Уилл Сторр – The Science of Storytelling (страница 6)
So now we’ve discovered how reading works. Brains take information from the outside world – in whatever form they can – and turn it into models. When our eyes scan over letters in a book, the information they contain is converted into electrical pulses. The brain reads these electrical pulses and builds a model of whatever information those letters provided. So if the words on the page describe a barn door hanging on one hinge, the reader’s brain will model a barn door hanging on one hinge. They’ll ‘see’ it in their heads. Likewise, if the words describe a ten-foot wizard with his knees on back to front, the brain will model a ten-foot wizard with his knees on back to front. Our brain rebuilds the model world that was originally imagined by the author of the story. This is the reality of Leo Tolstoy’s brilliant assertion that ‘a real work of art destroys, in the consciousness of the receiver, the separation between himself and the artist.’

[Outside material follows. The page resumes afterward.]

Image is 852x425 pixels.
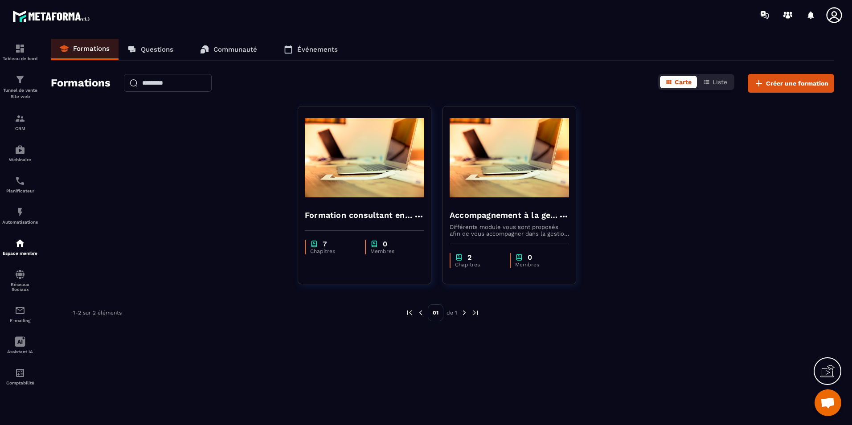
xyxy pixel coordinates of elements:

A clever scientific study examining this process seems to have caught people in the act of ‘watching’ the models of stories that their brains were busily building. Participants wore glasses that tracked their saccades. When they heard stories in which lots of events happened above the line of the horizon, their eyes kept making micro-movements upwards, as if they were actively scanning the models their brains were generating of its scenes. When they heard ‘downward’ stories, that’s where their eyes went too.

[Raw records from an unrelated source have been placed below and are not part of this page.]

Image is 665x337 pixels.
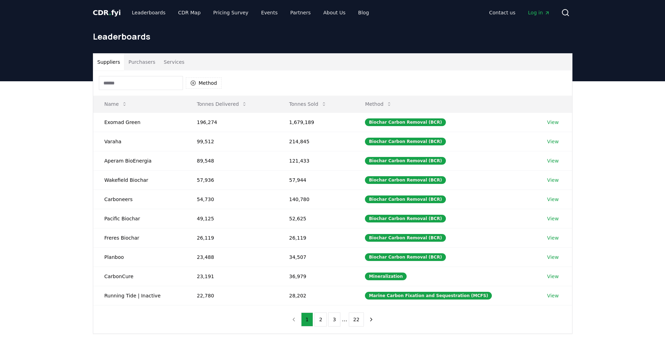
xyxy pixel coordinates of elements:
[547,157,558,164] a: View
[93,267,186,286] td: CarbonCure
[186,209,278,228] td: 49,125
[93,190,186,209] td: Carboneers
[314,313,327,327] button: 2
[93,151,186,170] td: Aperam BioEnergia
[93,132,186,151] td: Varaha
[278,209,354,228] td: 52,625
[93,247,186,267] td: Planboo
[522,6,555,19] a: Log in
[126,6,374,19] nav: Main
[547,196,558,203] a: View
[278,228,354,247] td: 26,119
[547,138,558,145] a: View
[547,292,558,299] a: View
[278,247,354,267] td: 34,507
[93,286,186,305] td: Running Tide | Inactive
[352,6,375,19] a: Blog
[186,151,278,170] td: 89,548
[365,253,445,261] div: Biochar Carbon Removal (BCR)
[93,8,121,17] span: CDR fyi
[278,286,354,305] td: 28,202
[124,54,159,70] button: Purchasers
[483,6,555,19] nav: Main
[93,228,186,247] td: Freres Biochar
[342,315,347,324] li: ...
[547,119,558,126] a: View
[186,267,278,286] td: 23,191
[483,6,521,19] a: Contact us
[365,118,445,126] div: Biochar Carbon Removal (BCR)
[547,215,558,222] a: View
[278,151,354,170] td: 121,433
[93,112,186,132] td: Exomad Green
[186,132,278,151] td: 99,512
[186,228,278,247] td: 26,119
[186,77,222,89] button: Method
[186,112,278,132] td: 196,274
[255,6,283,19] a: Events
[172,6,206,19] a: CDR Map
[109,8,111,17] span: .
[278,112,354,132] td: 1,679,189
[283,97,332,111] button: Tonnes Sold
[186,190,278,209] td: 54,730
[93,170,186,190] td: Wakefield Biochar
[328,313,340,327] button: 3
[93,8,121,18] a: CDR.fyi
[547,234,558,241] a: View
[301,313,313,327] button: 1
[93,54,124,70] button: Suppliers
[93,209,186,228] td: Pacific Biochar
[365,313,377,327] button: next page
[99,97,133,111] button: Name
[365,234,445,242] div: Biochar Carbon Removal (BCR)
[365,215,445,222] div: Biochar Carbon Removal (BCR)
[278,190,354,209] td: 140,780
[278,132,354,151] td: 214,845
[547,254,558,261] a: View
[186,247,278,267] td: 23,488
[365,292,492,300] div: Marine Carbon Fixation and Sequestration (MCFS)
[159,54,188,70] button: Services
[365,273,406,280] div: Mineralization
[365,157,445,165] div: Biochar Carbon Removal (BCR)
[285,6,316,19] a: Partners
[365,196,445,203] div: Biochar Carbon Removal (BCR)
[186,170,278,190] td: 57,936
[191,97,253,111] button: Tonnes Delivered
[547,273,558,280] a: View
[186,286,278,305] td: 22,780
[528,9,549,16] span: Log in
[547,177,558,184] a: View
[365,138,445,145] div: Biochar Carbon Removal (BCR)
[278,267,354,286] td: 36,979
[93,31,572,42] h1: Leaderboards
[317,6,351,19] a: About Us
[365,176,445,184] div: Biochar Carbon Removal (BCR)
[126,6,171,19] a: Leaderboards
[207,6,254,19] a: Pricing Survey
[278,170,354,190] td: 57,944
[349,313,364,327] button: 22
[359,97,397,111] button: Method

The revelation that we experience the stories we read by building hallucinated models of them in our heads makes sense of many of the rules of grammar we were taught at school. For the neuroscientist Professor Benjamin Bergen, grammar acts like a film director, telling the brain what to model and when. He writes that grammar ‘appears to modulate what part of an evoked simulation someone is invited to focus on, the grain of detail with which the simulation is performed, or what perspective to perform that simulation from’.

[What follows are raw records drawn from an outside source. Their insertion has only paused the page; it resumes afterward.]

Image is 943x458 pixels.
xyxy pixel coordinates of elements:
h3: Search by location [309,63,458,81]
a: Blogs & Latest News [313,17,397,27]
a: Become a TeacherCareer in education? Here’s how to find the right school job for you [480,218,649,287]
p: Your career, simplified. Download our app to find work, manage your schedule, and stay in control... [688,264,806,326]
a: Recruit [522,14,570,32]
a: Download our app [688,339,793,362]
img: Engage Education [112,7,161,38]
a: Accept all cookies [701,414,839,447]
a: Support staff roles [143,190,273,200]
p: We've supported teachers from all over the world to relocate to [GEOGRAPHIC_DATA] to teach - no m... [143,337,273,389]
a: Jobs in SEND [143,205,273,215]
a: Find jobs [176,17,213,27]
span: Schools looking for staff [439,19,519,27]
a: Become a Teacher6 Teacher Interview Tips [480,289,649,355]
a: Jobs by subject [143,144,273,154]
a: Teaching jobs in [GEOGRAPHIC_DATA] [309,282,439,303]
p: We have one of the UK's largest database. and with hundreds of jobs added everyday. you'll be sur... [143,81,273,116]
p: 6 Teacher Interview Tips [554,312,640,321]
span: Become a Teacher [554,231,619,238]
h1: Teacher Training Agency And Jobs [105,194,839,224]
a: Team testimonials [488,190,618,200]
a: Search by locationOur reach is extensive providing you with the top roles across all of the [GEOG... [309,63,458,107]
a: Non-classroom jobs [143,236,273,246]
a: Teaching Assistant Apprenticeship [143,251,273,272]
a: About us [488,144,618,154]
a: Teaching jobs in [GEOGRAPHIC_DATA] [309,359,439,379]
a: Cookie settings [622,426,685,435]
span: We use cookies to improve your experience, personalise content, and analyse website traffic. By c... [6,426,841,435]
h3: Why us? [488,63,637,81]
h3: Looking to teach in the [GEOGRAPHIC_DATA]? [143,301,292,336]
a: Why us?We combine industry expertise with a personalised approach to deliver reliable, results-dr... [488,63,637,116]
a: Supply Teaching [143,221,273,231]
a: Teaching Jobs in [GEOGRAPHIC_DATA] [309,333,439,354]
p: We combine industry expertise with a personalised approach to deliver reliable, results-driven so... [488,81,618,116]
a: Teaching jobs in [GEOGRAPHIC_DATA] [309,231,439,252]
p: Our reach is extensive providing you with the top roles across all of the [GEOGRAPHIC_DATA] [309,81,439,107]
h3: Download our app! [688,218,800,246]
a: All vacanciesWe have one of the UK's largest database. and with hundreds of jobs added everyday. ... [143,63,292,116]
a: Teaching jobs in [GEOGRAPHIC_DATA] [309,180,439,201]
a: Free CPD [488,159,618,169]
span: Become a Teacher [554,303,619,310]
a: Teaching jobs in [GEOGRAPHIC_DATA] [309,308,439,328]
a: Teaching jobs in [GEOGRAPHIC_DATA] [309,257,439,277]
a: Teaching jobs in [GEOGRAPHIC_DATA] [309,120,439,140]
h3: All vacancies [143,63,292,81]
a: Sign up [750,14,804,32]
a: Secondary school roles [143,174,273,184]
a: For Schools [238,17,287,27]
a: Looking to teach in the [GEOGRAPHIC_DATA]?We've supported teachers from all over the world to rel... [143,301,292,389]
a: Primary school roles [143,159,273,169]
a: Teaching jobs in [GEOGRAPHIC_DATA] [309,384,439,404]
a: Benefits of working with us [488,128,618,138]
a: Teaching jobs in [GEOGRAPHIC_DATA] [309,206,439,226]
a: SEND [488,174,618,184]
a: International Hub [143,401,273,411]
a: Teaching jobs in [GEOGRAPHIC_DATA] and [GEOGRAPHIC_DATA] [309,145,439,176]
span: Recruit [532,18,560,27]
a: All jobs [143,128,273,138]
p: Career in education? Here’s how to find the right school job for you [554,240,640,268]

According to Bergen, we start modelling words as soon as we start reading them. We don’t wait until we get to the end of the sentence. This means the order in which writers place their words matters. This is perhaps why transitive construction –
For the same reason, active sentence construction –
A further powerful tool for the model-creating storyteller is the use of specific detail. If writers want their readers to properly model their story-worlds they should take the trouble to describe them as precisely as possible. Precise and specific description makes for precise and specific models. One study concluded that, to make vivid scenes, three specific qualities of an object should be described, with the researcher’s examples including ‘a dark blue carpet’ and ‘an orange striped pencil.’
The findings Bergen describes also suggest the reason writers are continually encouraged to ‘show not tell’. As C. S. Lewis implored a young writer in 1956, ‘instead of telling us a thing was “terrible”, describe it so that we’ll be terrified. Don’t say it was “delightful”; make us say “delightful” when we’ve read the description.’ The abstract information contained in adjectives such as ‘terrible’ and ‘delightful’ is thin gruel for the model-building brain. In order to experience a character’s terror or delight or rage or panic or sorrow, it has to make a model of it. By building its model of the scene, in all its vivid and specific detail, it experiences what’s happening on the page almost as if it’s actually happening. Only that way will the scene truly rouse our emotions.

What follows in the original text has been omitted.